The data shown below were collected from the profile of 1 X user who shared this research output. Click here to find out more about how the information was compiled.
Mendeley readers

Mendeley readers

The data shown below were compiled from readership statistics for 194 Mendeley readers of this research output. Click here to see the associated Mendeley record.

Geographical breakdown

Country Count As %
Italy 3 2%
Portugal 1 <1%
Malaysia 1 <1%
Germany 1 <1%
Brazil 1 <1%
Canada 1 <1%
Unknown 186 96%

Demographic breakdown

Readers by professional status Count As %
Other 30 15%
Researcher 30 15%
Student > Master 26 13%
Student > Ph. D. Student 17 9%
Student > Doctoral Student 14 7%
Other 40 21%
Unknown 37 19%
Readers by discipline Count As %
Medicine and Dentistry 121 62%
Nursing and Health Professions 10 5%
Engineering 6 3%
Unspecified 3 2%
Biochemistry, Genetics and Molecular Biology 2 1%
Other 8 4%
Unknown 44 23%
Attention Score in Context

Attention Score in Context

This research output has an Altmetric Attention Score of 8. This is our high-level measure of the quality and quantity of online attention that it has received.
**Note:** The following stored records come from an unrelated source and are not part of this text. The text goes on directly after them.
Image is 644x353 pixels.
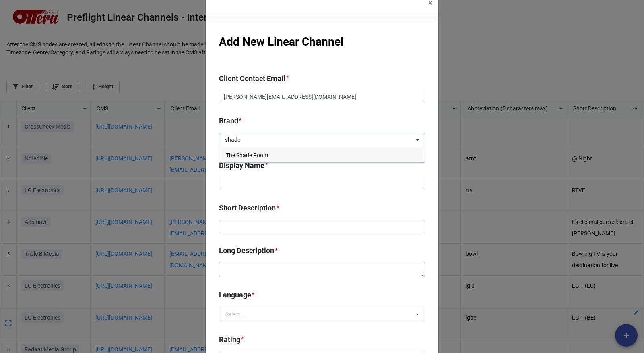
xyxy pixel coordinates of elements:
[219,334,240,345] label: Rating
[219,289,251,300] label: Language
[219,35,343,49] b: Add New Linear Channel
[219,73,285,84] label: Client Contact Email
[219,202,276,213] label: Short Description
[219,115,238,127] label: Brand
[219,160,264,171] label: Display Name
[219,245,274,256] label: Long Description
[225,311,246,317] div: Select ...
[225,152,268,158] span: The Shade Room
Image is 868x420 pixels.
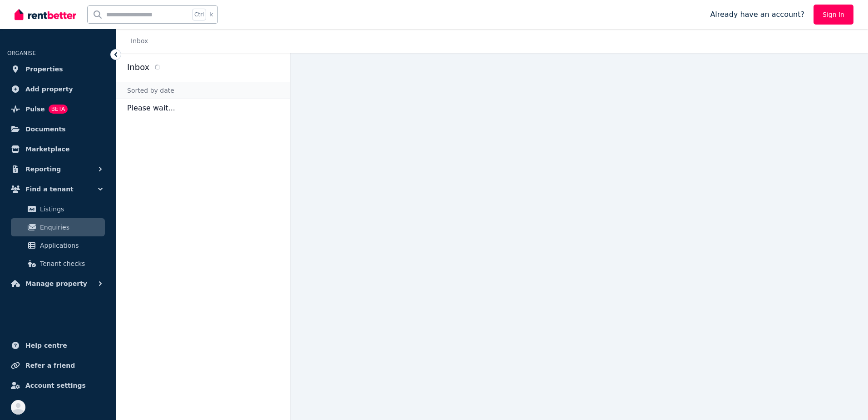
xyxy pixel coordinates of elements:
a: PulseBETA [7,100,109,118]
span: ORGANISE [7,50,36,56]
button: Manage property [7,274,109,292]
a: Refer a friend [7,356,109,374]
span: Account settings [26,380,86,391]
a: Properties [7,60,109,78]
a: Tenant checks [11,254,105,272]
span: Tenant checks [40,258,102,269]
a: Enquiries [11,218,105,236]
span: Listings [40,204,102,214]
span: Add property [26,84,73,95]
span: Enquiries [40,221,102,232]
a: Documents [7,120,109,139]
span: Ctrl [192,9,206,21]
button: Find a tenant [7,180,109,199]
span: Reporting [26,164,61,175]
div: Sorted by date [117,82,290,99]
span: Help centre [26,340,67,351]
span: Manage property [26,278,87,289]
span: k [209,11,213,18]
span: Applications [40,240,102,251]
span: Refer a friend [26,360,75,371]
a: Inbox [131,37,148,45]
span: Pulse [26,104,45,115]
a: Marketplace [7,140,109,159]
span: Already have an account? [711,9,804,20]
p: Please wait... [117,99,290,118]
h2: Inbox [128,61,149,74]
a: Account settings [7,376,109,394]
span: Properties [26,64,63,75]
span: Marketplace [26,144,70,155]
span: BETA [49,105,68,114]
a: Sign In [813,5,854,25]
nav: Breadcrumb [117,29,158,53]
a: Listings [11,200,105,218]
a: Help centre [7,336,109,354]
a: Applications [11,236,105,254]
img: RentBetter [15,8,77,21]
span: Find a tenant [26,184,74,195]
a: Add property [7,80,109,98]
button: Reporting [7,160,109,179]
span: Documents [26,124,66,135]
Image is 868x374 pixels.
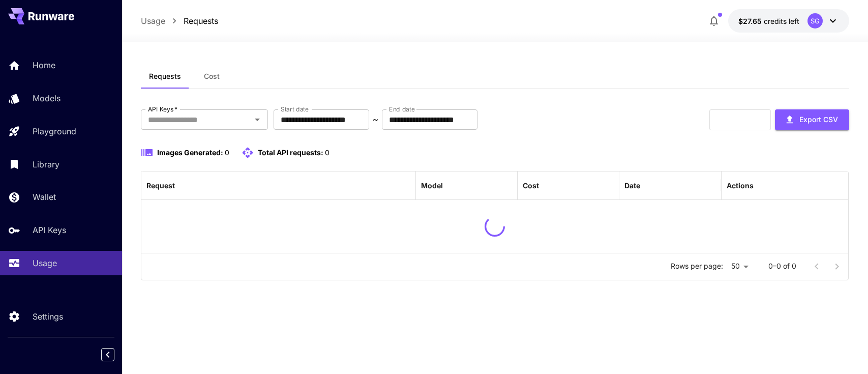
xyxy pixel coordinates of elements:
p: Home [33,59,55,71]
a: Requests [183,15,218,27]
span: Total API requests: [258,148,323,157]
label: End date [389,105,414,113]
a: Usage [141,15,165,27]
p: Models [33,92,60,105]
span: 0 [225,148,229,157]
label: Start date [280,105,308,113]
label: API Keys [148,105,177,113]
div: Date [624,181,640,190]
button: Open [250,112,265,126]
div: Request [147,181,175,190]
p: Library [33,159,59,170]
button: Export CSV [774,109,849,130]
p: API Keys [33,224,66,236]
nav: breadcrumb [141,15,218,27]
div: Collapse sidebar [108,345,122,364]
span: 0 [325,148,329,157]
p: 0–0 of 0 [768,261,796,271]
p: Wallet [33,191,56,203]
div: $27.6468 [738,16,799,27]
button: $27.6468SG [728,9,849,33]
span: Images Generated: [157,148,223,157]
span: $27.65 [738,16,763,26]
p: Settings [33,310,63,322]
div: 50 [727,258,752,273]
span: credits left [763,16,799,26]
p: Playground [33,125,76,137]
div: Model [421,181,443,190]
p: Rows per page: [671,261,723,271]
p: Usage [33,257,57,269]
div: Cost [522,181,539,190]
p: ~ [372,113,379,126]
div: SG [807,13,823,28]
div: Actions [727,181,753,190]
span: Cost [204,72,219,81]
span: Requests [149,72,181,81]
button: Collapse sidebar [101,347,115,361]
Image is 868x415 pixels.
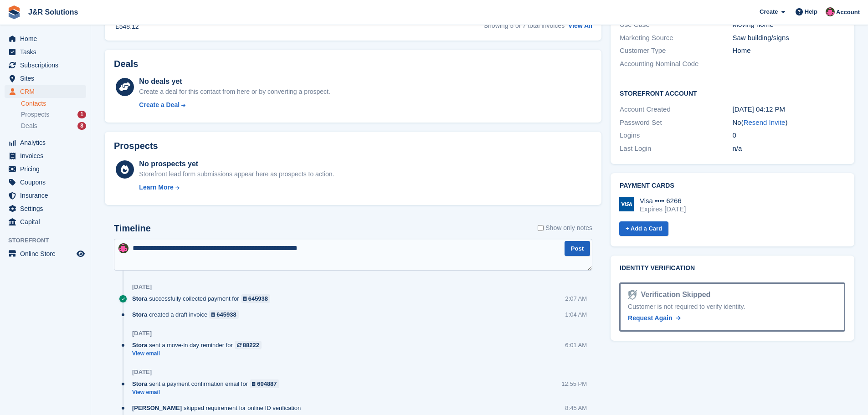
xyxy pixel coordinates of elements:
div: No prospects yet [139,158,334,170]
div: No deals yet [139,76,330,87]
span: Account [836,8,860,17]
div: 88222 [243,341,259,349]
a: menu [5,215,86,228]
span: Request Again [628,314,673,321]
a: 645938 [241,294,271,303]
span: Subscriptions [20,58,75,71]
h2: Timeline [114,223,151,234]
a: menu [5,46,86,58]
div: 645938 [249,294,268,303]
div: Customer Type [619,46,732,56]
div: 8 [77,122,86,130]
span: Stora [132,379,147,388]
div: £548.12 [116,22,139,32]
h2: Payment cards [619,182,845,189]
button: Post [564,241,590,256]
img: Identity Verification Ready [628,289,637,300]
img: stora-icon-8386f47178a22dfd0bd8f6a31ec36ba5ce8667c1dd55bd0f319d3a0aa187defe.svg [7,5,21,19]
a: + Add a Card [619,222,669,236]
a: J&R Solutions [25,5,81,19]
span: Pricing [20,162,75,175]
span: Home [20,32,75,45]
span: Settings [20,202,75,215]
div: Customer is not required to verify identity. [628,302,836,312]
span: Stora [132,294,147,303]
div: Storefront lead form submissions appear here as prospects to action. [139,170,334,179]
div: sent a payment confirmation email for [132,379,284,388]
span: Stora [132,341,147,349]
span: Online Store [20,247,75,260]
a: Contacts [21,99,86,108]
a: menu [5,189,86,202]
a: Create a Deal [139,100,330,110]
img: Julie Morgan [825,7,835,16]
span: Invoices [20,149,75,162]
a: menu [5,176,86,188]
div: Verification Skipped [637,289,710,300]
div: Password Set [619,117,732,128]
a: Preview store [75,248,86,259]
div: 1:04 AM [565,310,587,319]
a: View All [568,22,593,29]
a: Request Again [628,313,681,323]
h2: Identity verification [619,265,845,272]
span: Help [805,7,817,16]
div: 8:45 AM [565,403,587,412]
a: Resend Invite [743,119,786,126]
h2: Prospects [114,141,158,151]
a: View email [132,388,284,396]
a: menu [5,58,86,71]
div: Moving home [732,19,845,30]
div: Account Created [619,104,732,115]
a: menu [5,72,86,85]
span: Capital [20,215,75,228]
div: 645938 [216,310,236,319]
span: Insurance [20,189,75,202]
a: menu [5,162,86,175]
a: menu [5,202,86,215]
span: ( ) [741,119,788,126]
a: menu [5,85,86,98]
span: Analytics [20,136,75,149]
div: Learn More [139,182,173,192]
label: Show only notes [538,223,593,233]
a: 604887 [250,379,279,388]
div: 2:07 AM [565,294,587,303]
div: successfully collected payment for [132,294,275,303]
div: 0 [732,130,845,141]
span: Coupons [20,176,75,188]
div: Logins [619,130,732,141]
div: skipped requirement for online ID verification [132,403,305,412]
div: Last Login [619,143,732,154]
span: Prospects [21,110,49,119]
input: Show only notes [538,223,543,233]
a: 645938 [209,310,239,319]
a: Learn More [139,182,334,192]
a: menu [5,149,86,162]
div: [DATE] [132,283,151,290]
div: Create a deal for this contact from here or by converting a prospect. [139,87,330,96]
div: 1 [77,110,86,119]
a: Deals 8 [21,121,86,131]
div: n/a [732,143,845,154]
div: created a draft invoice [132,310,243,319]
a: View email [132,350,266,357]
span: Tasks [20,46,75,58]
a: menu [5,136,86,149]
div: [DATE] [132,368,151,376]
div: [DATE] 04:12 PM [732,104,845,115]
div: Use Case [619,19,732,30]
div: Accounting Nominal Code [619,58,732,69]
div: Marketing Source [619,33,732,43]
span: Stora [132,310,147,319]
div: Visa •••• 6266 [640,196,686,205]
a: menu [5,32,86,45]
div: No [732,117,845,128]
div: Saw building/signs [732,33,845,43]
a: Prospects 1 [21,110,86,119]
span: Deals [21,122,37,130]
img: Julie Morgan [119,243,129,253]
span: CRM [20,85,75,98]
div: Home [732,46,845,56]
span: Sites [20,72,75,85]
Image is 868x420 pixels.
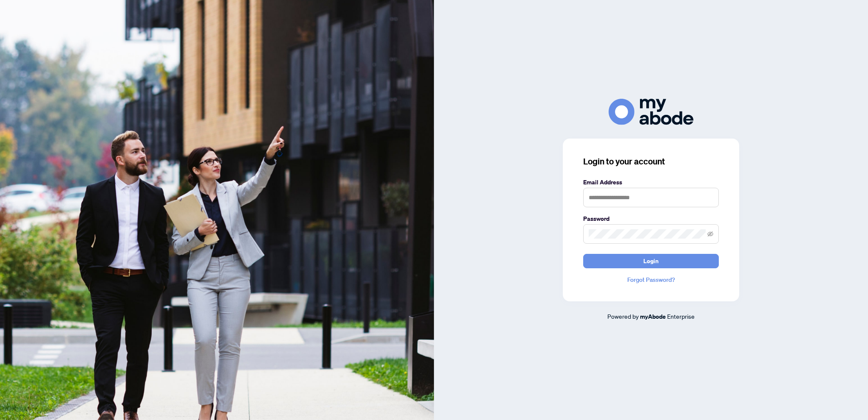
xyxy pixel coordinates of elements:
[583,155,719,167] h3: Login to your account
[667,312,695,320] span: Enterprise
[583,254,719,268] button: Login
[707,231,713,237] span: eye-invisible
[640,312,666,321] a: myAbode
[609,98,693,124] img: ma-logo
[583,214,719,223] label: Password
[583,275,719,284] a: Forgot Password?
[583,177,719,187] label: Email Address
[608,312,639,320] span: Powered by
[644,254,659,268] span: Login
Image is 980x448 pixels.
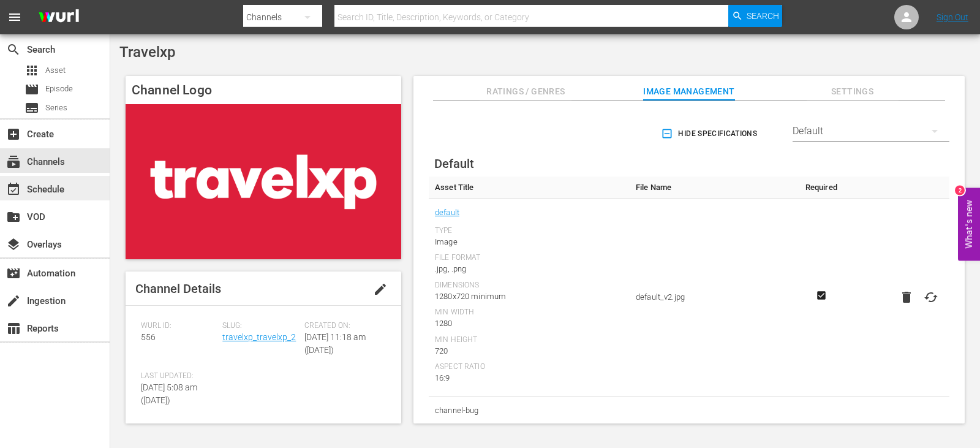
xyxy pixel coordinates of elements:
[373,282,388,296] span: edit
[6,266,21,281] span: Automation
[141,371,216,381] span: Last Updated:
[435,204,460,221] a: default
[435,345,624,357] div: 720
[936,12,968,22] a: Sign Out
[141,383,197,405] span: [DATE] 5:08 am ([DATE])
[365,275,395,304] button: edit
[6,127,21,142] span: Create
[435,317,624,330] div: 1280
[125,76,401,104] h4: Channel Logo
[45,82,73,95] span: Episode
[6,155,21,169] span: Channels
[746,5,779,27] span: Search
[435,403,624,418] span: channel-bug
[24,100,39,115] span: Series
[45,65,65,77] span: Asset
[6,42,21,57] span: Search
[958,187,980,261] button: Open Feedback Widget
[799,177,843,198] th: Required
[434,156,474,171] span: Default
[45,102,68,114] span: Series
[435,362,624,372] div: Aspect Ratio
[6,210,21,224] span: VOD
[120,44,175,61] span: Travelxp
[141,321,216,331] span: Wurl ID:
[435,236,624,248] div: Image
[6,237,21,252] span: Overlays
[814,290,829,301] svg: Required
[304,332,365,355] span: [DATE] 11:18 am ([DATE])
[428,177,630,198] th: Asset Title
[141,332,156,342] span: 556
[24,63,39,78] span: Asset
[435,253,624,263] div: File Format
[435,290,624,302] div: 1280x720 minimum
[435,263,624,275] div: .jpg, .png
[30,3,88,32] img: ans4CAIJ8jUAAAAAAAAAAAAAAAAAAAAAAAAgQb4GAAAAAAAAAAAAAAAAAAAAAAAAJMjXAAAAAAAAAAAAAAAAAAAAAAAAgAT5G...
[6,182,21,197] span: Schedule
[6,293,21,308] span: Ingestion
[6,321,21,336] span: Reports
[792,114,949,149] div: Default
[435,424,624,434] div: Type
[435,335,624,345] div: Min Height
[222,321,298,331] span: Slug:
[630,198,799,397] td: default_v2.jpg
[728,5,782,27] button: Search
[480,84,572,100] span: Ratings / Genres
[659,117,762,151] button: Hide Specifications
[630,177,799,198] th: File Name
[663,128,757,140] span: Hide Specifications
[806,84,898,100] span: Settings
[222,332,295,342] a: travelxp_travelxp_2
[955,185,964,195] div: 2
[304,321,379,331] span: Created On:
[125,104,401,259] img: Travelxp
[24,82,39,97] span: Episode
[435,281,624,290] div: Dimensions
[435,372,624,384] div: 16:9
[435,226,624,236] div: Type
[643,84,735,100] span: Image Management
[435,308,624,317] div: Min Width
[135,282,221,296] span: Channel Details
[7,10,22,25] span: menu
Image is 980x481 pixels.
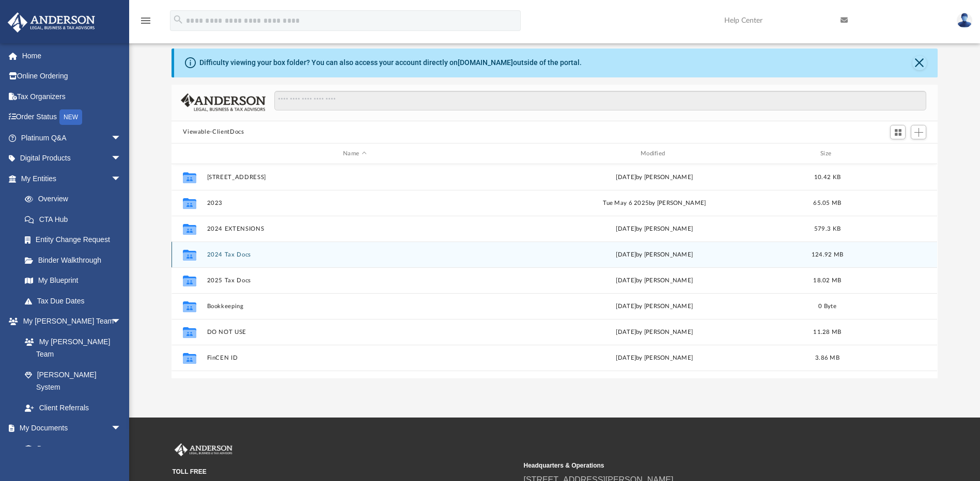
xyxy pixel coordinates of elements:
[172,468,517,477] small: TOLL FREE
[14,230,137,250] a: Entity Change Request
[207,277,503,284] button: 2025 Tax Docs
[5,12,98,33] img: Anderson Advisors Platinum Portal
[207,174,503,181] button: [STREET_ADDRESS]
[7,45,137,66] a: Home
[891,125,906,140] button: Switch to Grid View
[815,355,840,361] span: 3.86 MB
[814,200,842,206] span: 65.05 MB
[507,302,803,311] div: [DATE] by [PERSON_NAME]
[814,278,842,283] span: 18.02 MB
[172,14,184,26] i: search
[507,250,803,260] div: by [PERSON_NAME]
[7,311,132,332] a: My [PERSON_NAME] Teamarrow_drop_down
[14,189,137,210] a: Overview
[111,128,132,149] span: arrow_drop_down
[60,110,82,125] div: NEW
[807,149,849,159] div: Size
[207,149,502,159] div: Name
[7,107,137,128] a: Order StatusNEW
[207,329,503,336] button: DO NOT USE
[815,226,841,232] span: 579.3 KB
[819,304,837,310] span: 0 Byte
[177,149,202,159] div: id
[507,353,803,363] div: [DATE] by [PERSON_NAME]
[507,276,803,285] div: [DATE] by [PERSON_NAME]
[853,149,925,159] div: id
[812,252,843,258] span: 124.92 MB
[274,91,927,111] input: Search files and folders
[913,56,927,70] button: Close
[957,13,973,28] img: User Pic
[507,225,803,234] div: [DATE] by [PERSON_NAME]
[207,303,503,310] button: Bookkeeping
[111,418,132,439] span: arrow_drop_down
[14,332,127,365] a: My [PERSON_NAME] Team
[507,149,803,159] div: Modified
[207,200,503,207] button: 2023
[507,173,803,182] div: [DATE] by [PERSON_NAME]
[524,461,868,470] small: Headquarters & Operations
[14,290,137,311] a: Tax Due Dates
[14,438,127,459] a: Box
[111,311,132,332] span: arrow_drop_down
[207,251,503,258] button: 2024 Tax Docs
[7,66,137,86] a: Online Ordering
[7,148,137,169] a: Digital Productsarrow_drop_down
[507,199,803,208] div: Tue May 6 2025 by [PERSON_NAME]
[140,20,152,27] a: menu
[911,125,927,140] button: Add
[7,418,132,438] a: My Documentsarrow_drop_down
[14,365,132,397] a: [PERSON_NAME] System
[7,128,137,148] a: Platinum Q&Aarrow_drop_down
[14,271,132,291] a: My Blueprint
[172,443,235,457] img: Anderson Advisors Platinum Portal
[507,328,803,337] div: [DATE] by [PERSON_NAME]
[140,14,152,27] i: menu
[111,148,132,169] span: arrow_drop_down
[815,174,841,180] span: 10.42 KB
[814,329,842,335] span: 11.28 MB
[207,355,503,361] button: FinCEN ID
[207,225,503,232] button: 2024 EXTENSIONS
[14,250,137,271] a: Binder Walkthrough
[111,169,132,189] span: arrow_drop_down
[616,252,637,258] span: [DATE]
[7,86,137,107] a: Tax Organizers
[14,397,132,418] a: Client Referrals
[183,128,244,137] button: Viewable-ClientDocs
[7,169,137,189] a: My Entitiesarrow_drop_down
[458,58,513,67] a: [DOMAIN_NAME]
[172,164,937,378] div: grid
[199,57,582,68] div: Difficulty viewing your box folder? You can also access your account directly on outside of the p...
[14,209,137,230] a: CTA Hub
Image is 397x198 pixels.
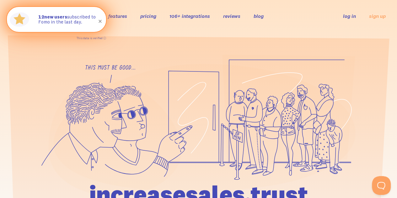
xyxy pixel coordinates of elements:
[8,8,31,31] img: Fomo
[38,14,67,20] strong: new users
[38,14,100,25] p: subscribed to Fomo in the last day.
[140,13,156,19] a: pricing
[371,176,390,195] iframe: Help Scout Beacon - Open
[253,13,263,19] a: blog
[343,13,356,19] a: log in
[38,14,44,20] span: 12
[76,36,106,40] a: This data is verified ⓘ
[223,13,240,19] a: reviews
[169,13,210,19] a: 106+ integrations
[369,13,385,19] a: sign up
[108,13,127,19] a: features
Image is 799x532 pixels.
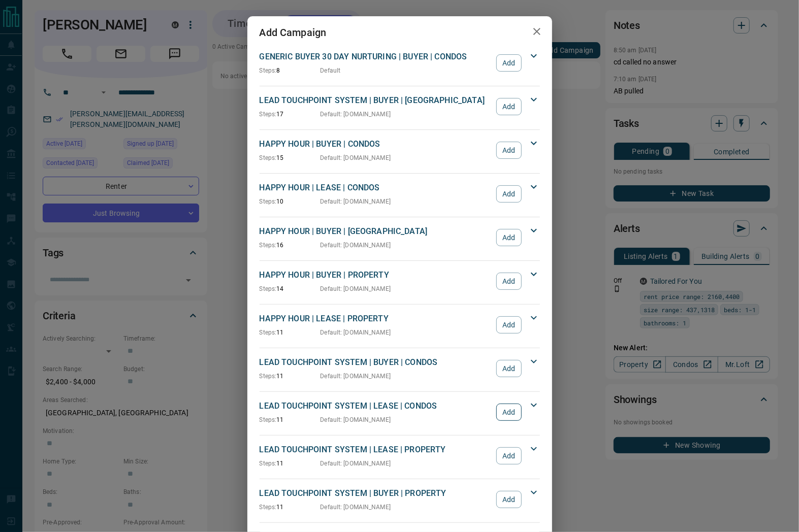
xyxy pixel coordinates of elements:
div: HAPPY HOUR | BUYER | PROPERTYSteps:14Default: [DOMAIN_NAME]Add [259,267,540,295]
span: Steps: [259,242,277,249]
button: Add [496,491,521,508]
div: GENERIC BUYER 30 DAY NURTURING | BUYER | CONDOSSteps:8DefaultAdd [259,49,540,77]
p: HAPPY HOUR | LEASE | PROPERTY [259,313,492,325]
span: Steps: [259,111,277,118]
p: 11 [259,372,320,381]
span: Steps: [259,504,277,511]
div: LEAD TOUCHPOINT SYSTEM | BUYER | [GEOGRAPHIC_DATA]Steps:17Default: [DOMAIN_NAME]Add [259,92,540,121]
p: GENERIC BUYER 30 DAY NURTURING | BUYER | CONDOS [259,51,492,63]
p: 11 [259,415,320,424]
p: LEAD TOUCHPOINT SYSTEM | BUYER | PROPERTY [259,488,492,499]
h2: Add Campaign [248,16,338,49]
p: HAPPY HOUR | BUYER | CONDOS [259,138,492,151]
p: 8 [259,66,320,75]
button: Add [496,185,521,203]
span: Steps: [259,416,277,424]
p: Default : [DOMAIN_NAME] [320,503,391,512]
p: Default : [DOMAIN_NAME] [320,415,391,424]
p: Default : [DOMAIN_NAME] [320,197,391,206]
div: LEAD TOUCHPOINT SYSTEM | LEASE | CONDOSSteps:11Default: [DOMAIN_NAME]Add [259,398,540,427]
button: Add [496,229,521,246]
button: Add [496,316,521,334]
p: LEAD TOUCHPOINT SYSTEM | LEASE | PROPERTY [259,444,492,456]
span: Steps: [259,460,277,467]
span: Steps: [259,329,277,336]
button: Add [496,360,521,377]
p: 11 [259,503,320,512]
p: Default : [DOMAIN_NAME] [320,153,391,162]
div: LEAD TOUCHPOINT SYSTEM | BUYER | PROPERTYSteps:11Default: [DOMAIN_NAME]Add [259,486,540,514]
p: Default : [DOMAIN_NAME] [320,459,391,468]
p: 14 [259,284,320,293]
span: Steps: [259,155,277,162]
p: LEAD TOUCHPOINT SYSTEM | BUYER | CONDOS [259,357,492,369]
span: Steps: [259,198,277,205]
div: HAPPY HOUR | LEASE | PROPERTYSteps:11Default: [DOMAIN_NAME]Add [259,311,540,339]
div: LEAD TOUCHPOINT SYSTEM | BUYER | CONDOSSteps:11Default: [DOMAIN_NAME]Add [259,354,540,383]
button: Add [496,404,521,421]
p: LEAD TOUCHPOINT SYSTEM | LEASE | CONDOS [259,400,492,413]
p: Default : [DOMAIN_NAME] [320,328,391,337]
span: Steps: [259,67,277,74]
p: 11 [259,459,320,468]
button: Add [496,141,521,159]
div: HAPPY HOUR | LEASE | CONDOSSteps:10Default: [DOMAIN_NAME]Add [259,180,540,208]
p: HAPPY HOUR | BUYER | PROPERTY [259,269,492,282]
p: Default : [DOMAIN_NAME] [320,241,391,250]
p: 16 [259,241,320,250]
p: 17 [259,110,320,119]
div: HAPPY HOUR | BUYER | CONDOSSteps:15Default: [DOMAIN_NAME]Add [259,136,540,164]
p: 10 [259,197,320,206]
div: LEAD TOUCHPOINT SYSTEM | LEASE | PROPERTYSteps:11Default: [DOMAIN_NAME]Add [259,442,540,470]
button: Add [496,98,521,115]
p: HAPPY HOUR | LEASE | CONDOS [259,182,492,194]
button: Add [496,273,521,290]
button: Add [496,447,521,465]
span: Steps: [259,372,277,380]
p: HAPPY HOUR | BUYER | [GEOGRAPHIC_DATA] [259,225,492,238]
p: 15 [259,153,320,162]
p: 11 [259,328,320,337]
p: Default [320,66,341,75]
p: Default : [DOMAIN_NAME] [320,372,391,381]
p: LEAD TOUCHPOINT SYSTEM | BUYER | [GEOGRAPHIC_DATA] [259,94,492,107]
p: Default : [DOMAIN_NAME] [320,284,391,293]
p: Default : [DOMAIN_NAME] [320,110,391,119]
div: HAPPY HOUR | BUYER | [GEOGRAPHIC_DATA]Steps:16Default: [DOMAIN_NAME]Add [259,223,540,252]
button: Add [496,54,521,71]
span: Steps: [259,285,277,293]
This Attention Score, as well as the ranking and number of research outputs shown below, was calculated when the research output was last mentioned on 17 December 2018.
All research outputs
#4,619,094
of 25,373,627 outputs
Outputs from Critical Care
#3,180
of 6,554 outputs
Outputs of similar age
#37,564
of 209,837 outputs
Outputs of similar age from Critical Care
#42
of 172 outputs
Altmetric has tracked 25,373,627 research outputs across all sources so far. Compared to these this one has done well and is in the 81st percentile: it's in the top 25% of all research outputs ever tracked by Altmetric.
So far Altmetric has tracked 6,554 research outputs from this source. They typically receive a lot more attention than average, with a mean Attention Score of 20.8. This one has gotten more attention than average, scoring higher than 51% of its peers.
Older research outputs will score higher simply because they've had more time to accumulate mentions. To account for age we can compare this Altmetric Attention Score to the 209,837 tracked outputs that were published within six weeks on either side of this one in any source. This one has done well, scoring higher than 82% of its contemporaries.
We're also able to compare this research output to 172 others from the same source and published within six weeks on either side of this one. This one has done well, scoring higher than 75% of its contemporaries.